I am a cultural anthropologist specializing in economic and legal anthropology. My research focusses on theories of money and value; informal economies; speculative bubbles; anthropology of corruption and the rule of law; housing; migration and remittances; postsocialist transformations; and societies of the Mediterranean.

One area of focus of my research is the anthropology of money and finance at the margins of global capitalism. I explore financial practices that do not fit the textbook definitions of finance but that, nonetheless, proliferate within neoliberal economic regimes. My book entitled, Tales from Albarado: Ponzi Logics of Accumulation in Postsocialist Albania, (Cornell 2020) explores how the  Ponzi schemes of 1990s Albania were made possible by legal institutions, social networks, and intersecting formal and informal economic regimes. Read more about Tales of Albarado here.

The book Money at the Margins: Global Perspectives on Technology, Inclusion and Design, which I co-edited with Bill Maurer and Ivan Small, (Berghahn 2018), explores emerging forms of monetary technologies–from digital cash grants to mobile money–that have proliferated around the global South.

Another area of focus of my research is the anthropology of corruption. I look into the discourses, measurements, and judicial reforms that target corruption in postsocialist contexts. I have published various chapters and articles on this topic, including  “Corruption, Right On! Hidden Cameras, Satire and Intimacies of Anti-corruption” in the special issue on the Anthropology of Corruption in Current Anthropology.

See here recent publications, blog posts, and podcasts.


About this task:
Please write out the whole listing that follows exactly; the pictures stay out.

Task input:
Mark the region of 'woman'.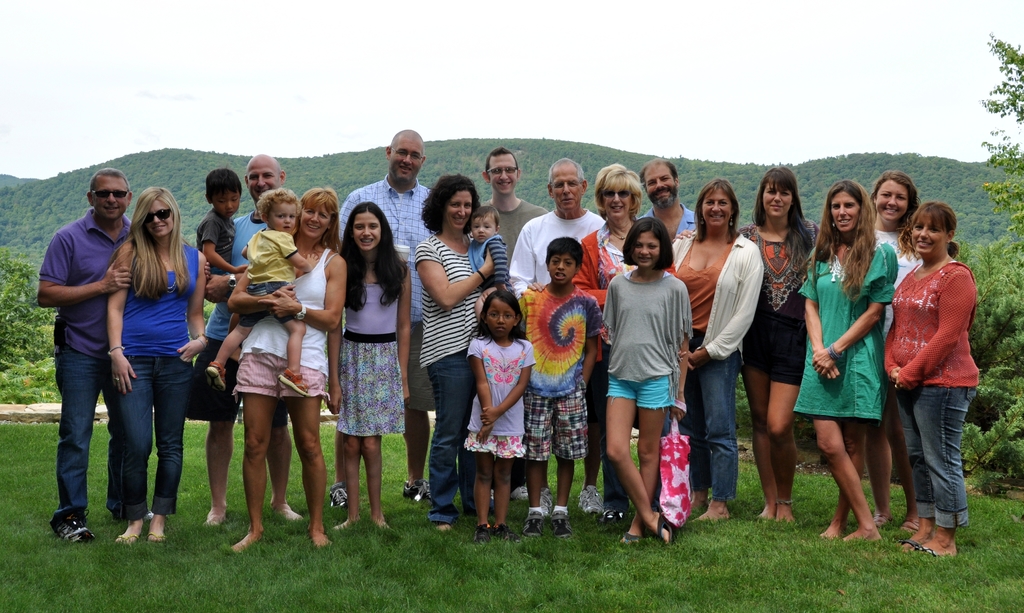
Region: [412, 174, 504, 532].
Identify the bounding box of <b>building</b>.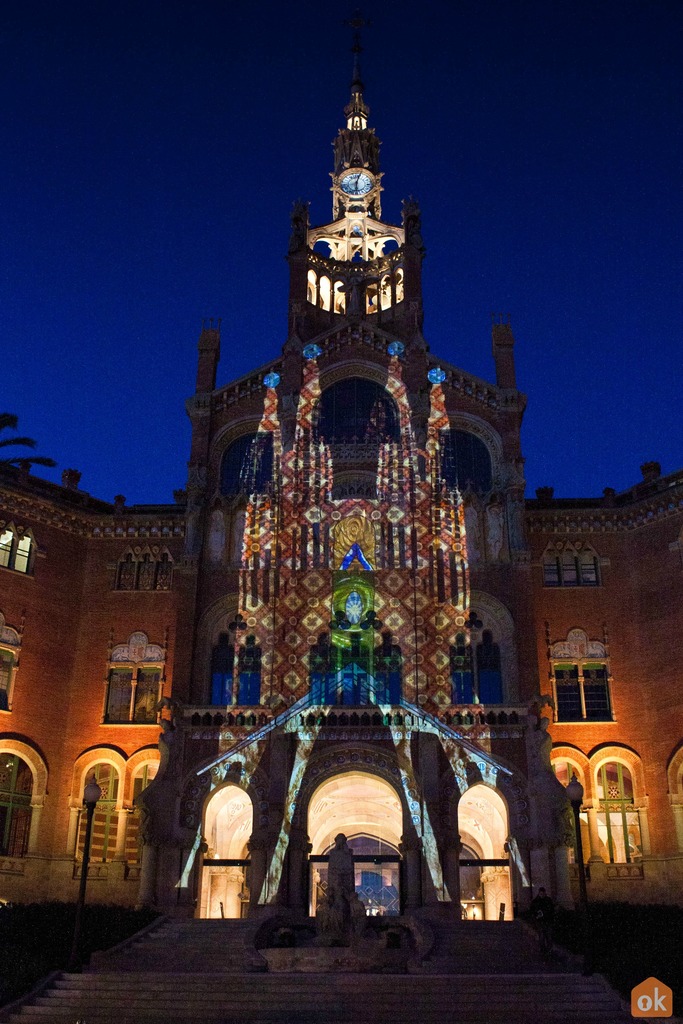
<box>0,3,682,1023</box>.
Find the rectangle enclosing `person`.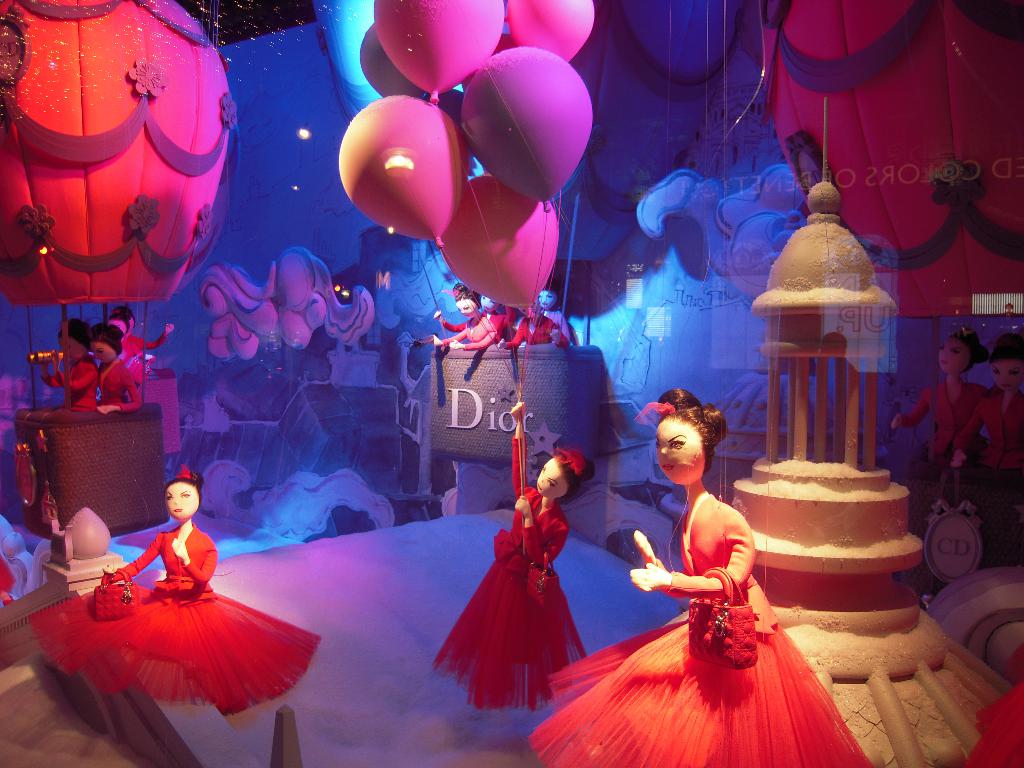
bbox=[81, 321, 146, 409].
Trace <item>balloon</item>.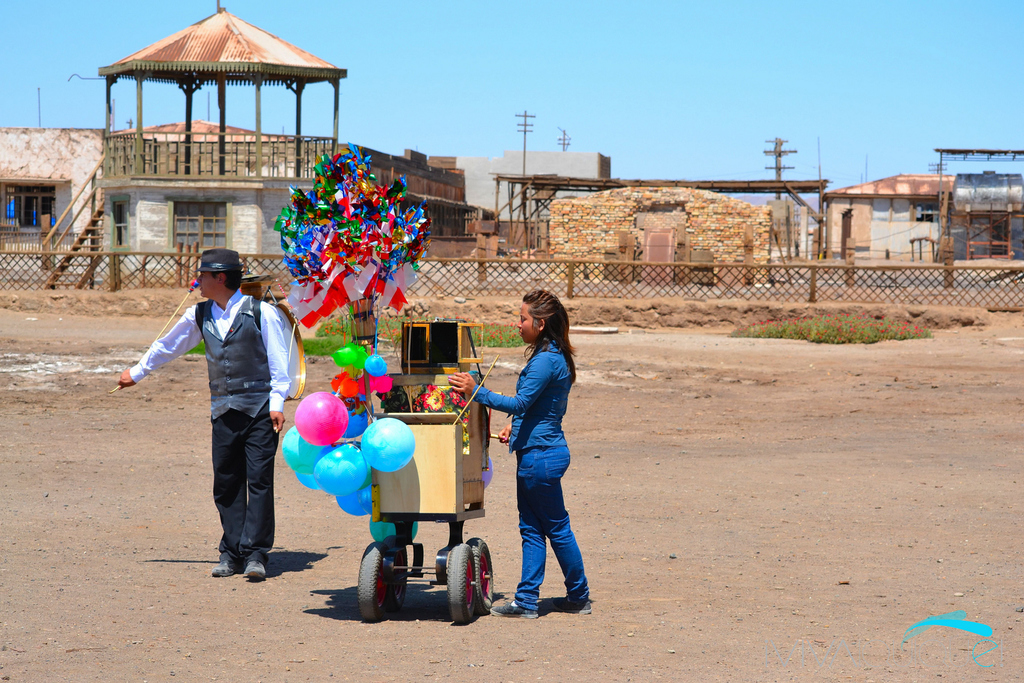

Result of the task:
Mark the region of 'woman'.
Region: [412, 174, 504, 532].
Identify the bounding box of <b>building</b>.
<box>0,3,682,1023</box>.
Find the rectangle enclosing `person`.
bbox=[81, 321, 146, 409].
Trace <item>balloon</item>.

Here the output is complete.